Analysis & Next Steps
What’s New: New Hoque & Sons Inc. issued an alert after state testing identified uneviscerated Dry Ghoinnya Fish (UPC 908172635412, exp. 5/19/25) in commercial distribution. Authorities flagged the product because uneviscerated fish have historically been associated with type E foodborne botulism and are considered a potentially life-threatening hazard. No illnesses have been reported so far.
Why It Matters: Botulinum neurotoxin is among the most potent toxins known. When it contaminates food, it can cause rapid, severe neurologic illness and respiratory failure. The viscera of fish concentrate spores, creating favorable conditions for toxin production during salt curing, drying, smoking, or fermentation. Because uneviscerated, preserved fish have caused outbreaks in the past, even in spite of high salt concentrations, regulatory action at detection is essential to prevent potentially fatal outcomes.
Who’s Affected: Consumers who purchased the identified Dry Ghoinnya Fish lot are potentially exposed; households with infants, pregnant people, older adults, or immunocompromised members are at higher risk of severe outcomes and should be especially cautious. Retailers and distributors who sold the lot must act to remove inventory and notify customers. Small processors and community sellers who may use traditional methods are stakeholders because the detection underscores the need for compliance and education. Public-health systems must be prepared to triage and treat any suspected cases.
What To Do Now:
- Consumers: Stop using the product immediately; return it to the place of purchase or follow disposal instructions in official alerts. If you develop neurologic symptoms after consumption, seek emergency care and inform clinicians about the exposure. Clean and sanitize any surfaces that contacted the packaging.
- Retailers/Distributors: Quarantine and remove all affected lots, post customer notices, cooperate with state inspectors, and review supplier certifications to prevent recurrence. Maintain records to assist traceback.

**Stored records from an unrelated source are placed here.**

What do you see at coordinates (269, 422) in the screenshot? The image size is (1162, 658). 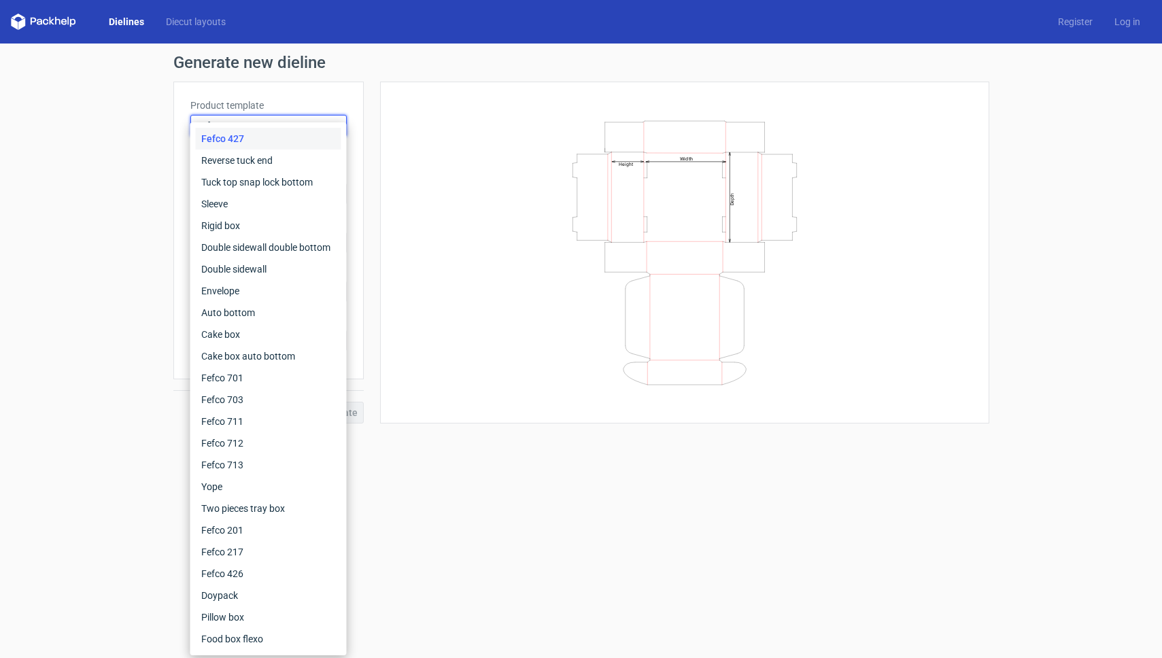 I see `div: Fefco 711` at bounding box center [269, 422].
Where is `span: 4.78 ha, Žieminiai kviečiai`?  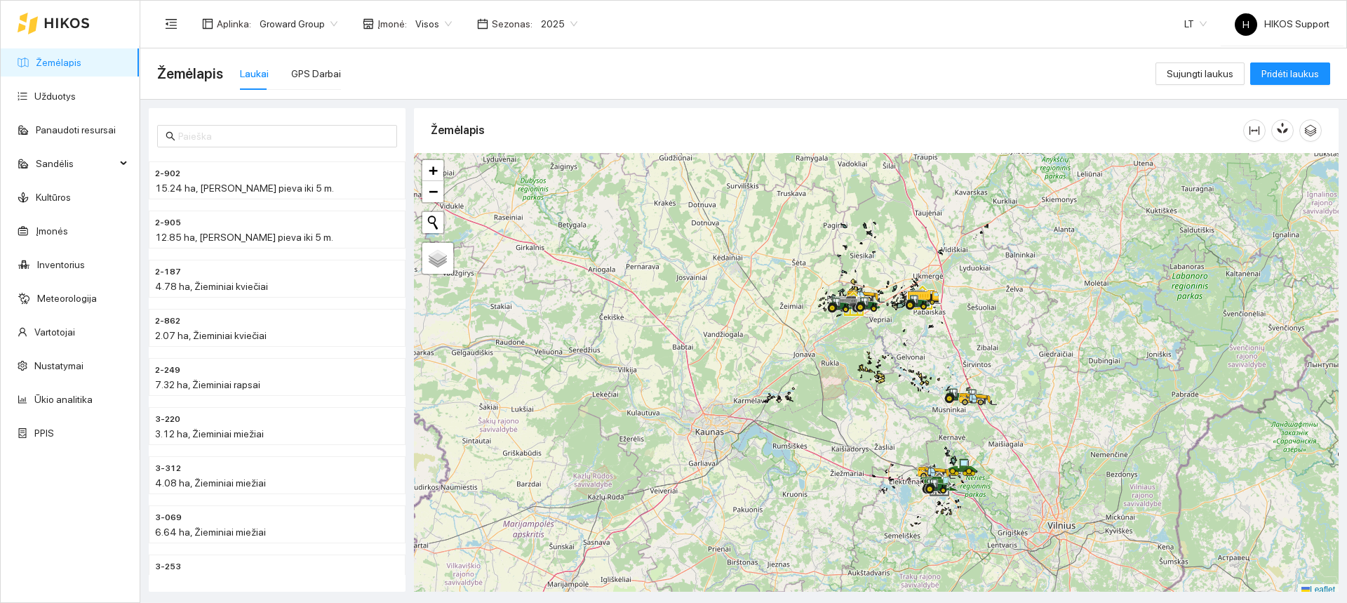 span: 4.78 ha, Žieminiai kviečiai is located at coordinates (211, 286).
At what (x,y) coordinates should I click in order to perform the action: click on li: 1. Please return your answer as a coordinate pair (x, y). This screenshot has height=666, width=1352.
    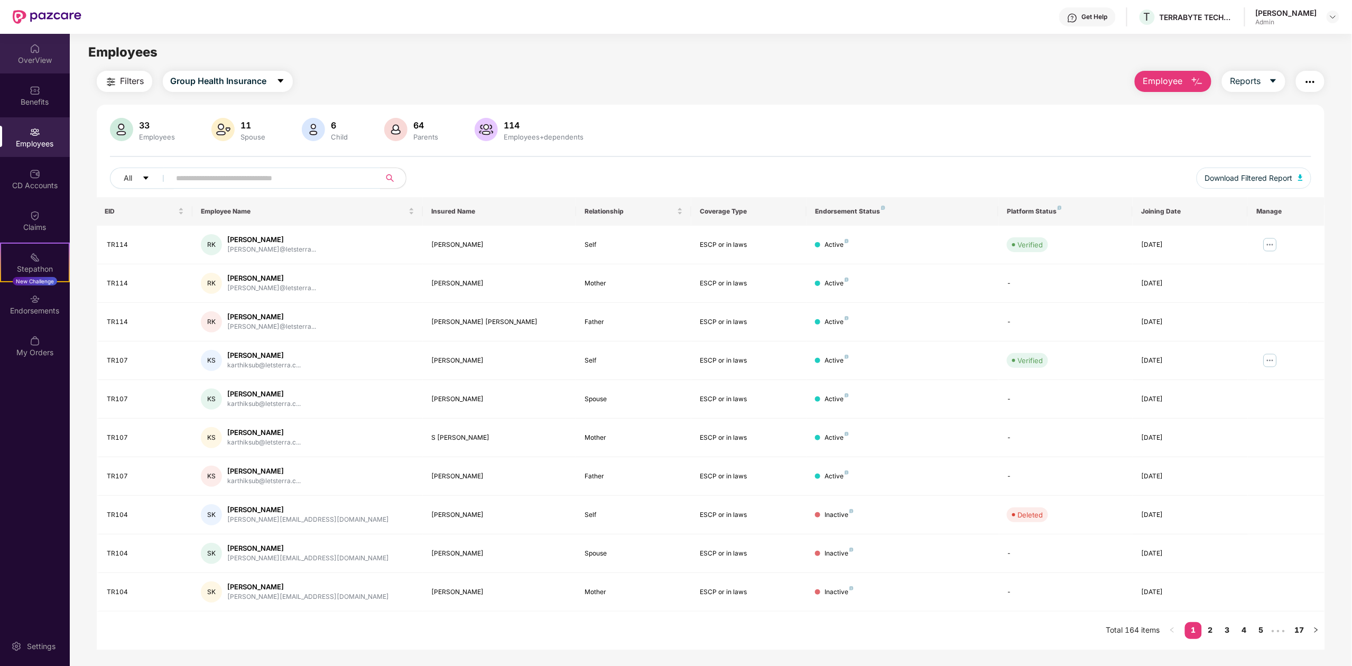
    Looking at the image, I should click on (1194, 631).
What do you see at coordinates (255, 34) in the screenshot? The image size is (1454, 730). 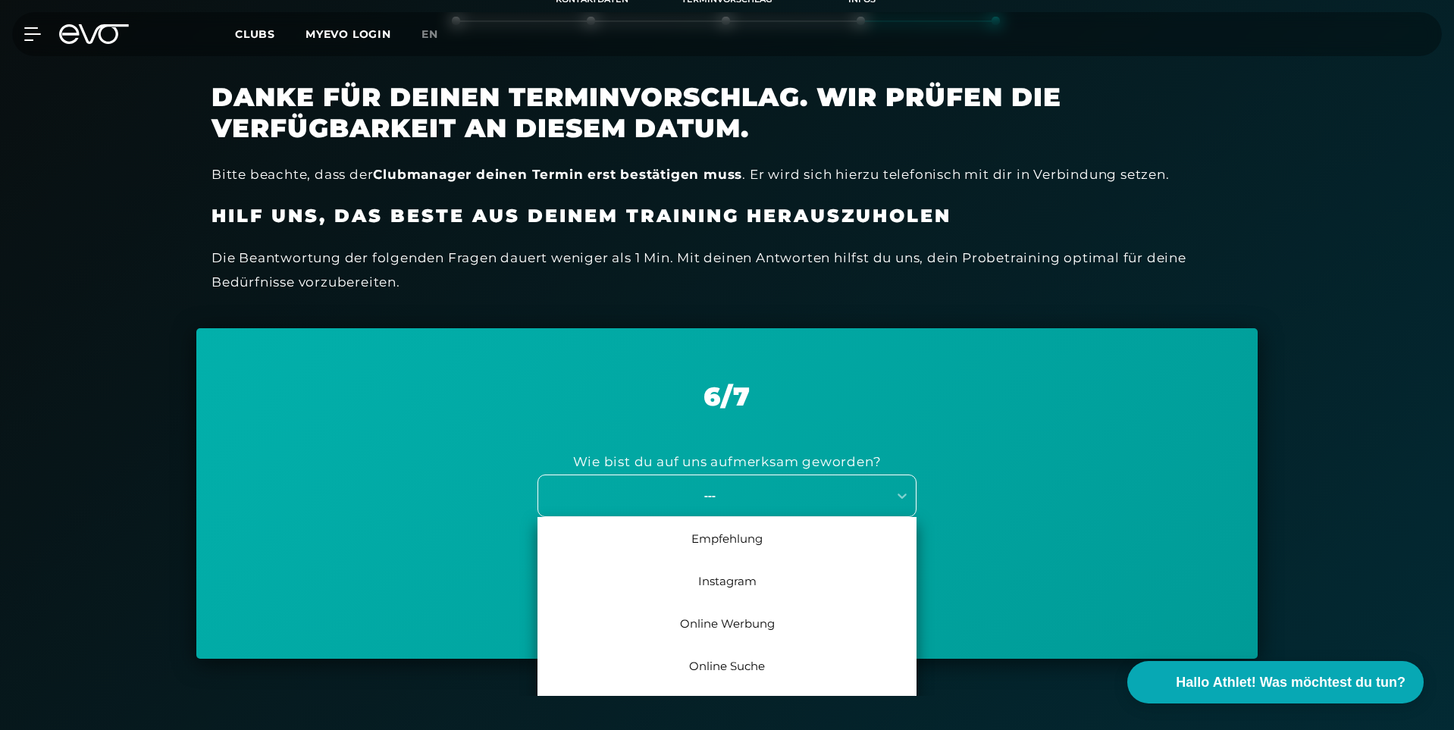 I see `span: Clubs` at bounding box center [255, 34].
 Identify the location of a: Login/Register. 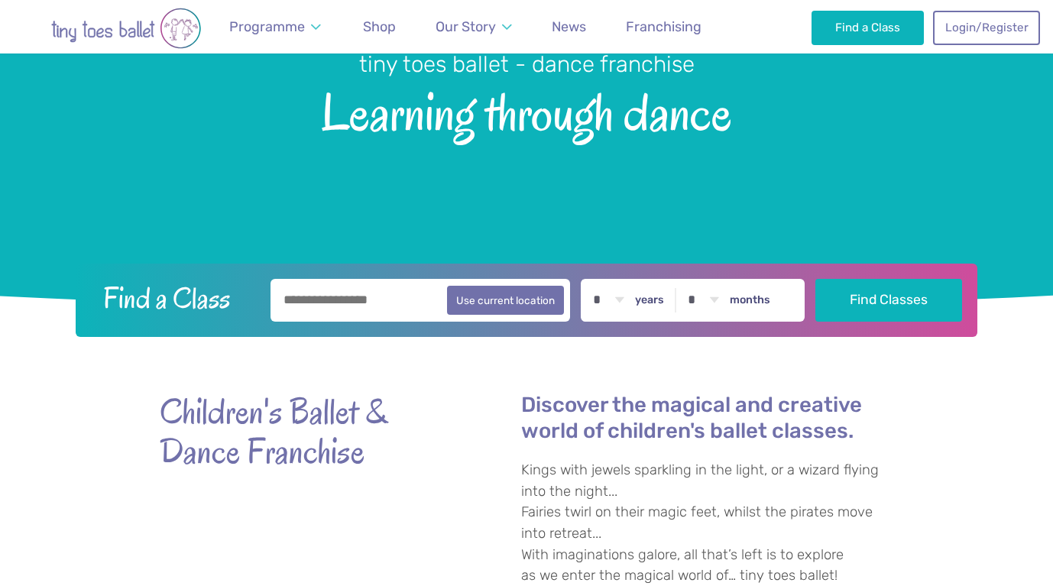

- Processors: Re-evaluate evisceration and sanitation SOPs, validate final product parameters (salt, water activity, pH), and conduct environmental monitoring for C. botulinum niches. Train staff and maintain documentation for audits.
- Public-health agencies: Continue outreach to communities that consume preserved fish, ensure clinicians know how to access antitoxin, and maintain vigilance in surveillance systems for neurologic syndromes that could signal botulism. Prompt reporting and lab confirmation should be prioritized.
Final Note
The New Hoque & Sons alert is a textbook example of prevention in action: routine inspection and testing caught an unsafe product before reported human illness. The episode should remind consumers, retailers, regulators and processors that traditional culinary practices require precise controls to be safe when scaled to commercial distribution. Uneviscerated fish products used in salt-curing and drying are not mere culinary curiosities; they can be vehicles for a devastating neurotoxin. By removing suspect lots quickly, informing the public clearly, and working collaboratively with communities and small processors, authorities can prevent illness while respecting cultural foodways. The best outcome is simple and familiar to public-health professionals: identify the hazard early, remove it fast, and use the episode as an opportunity to strengthen prevention so the pattern is not repeated.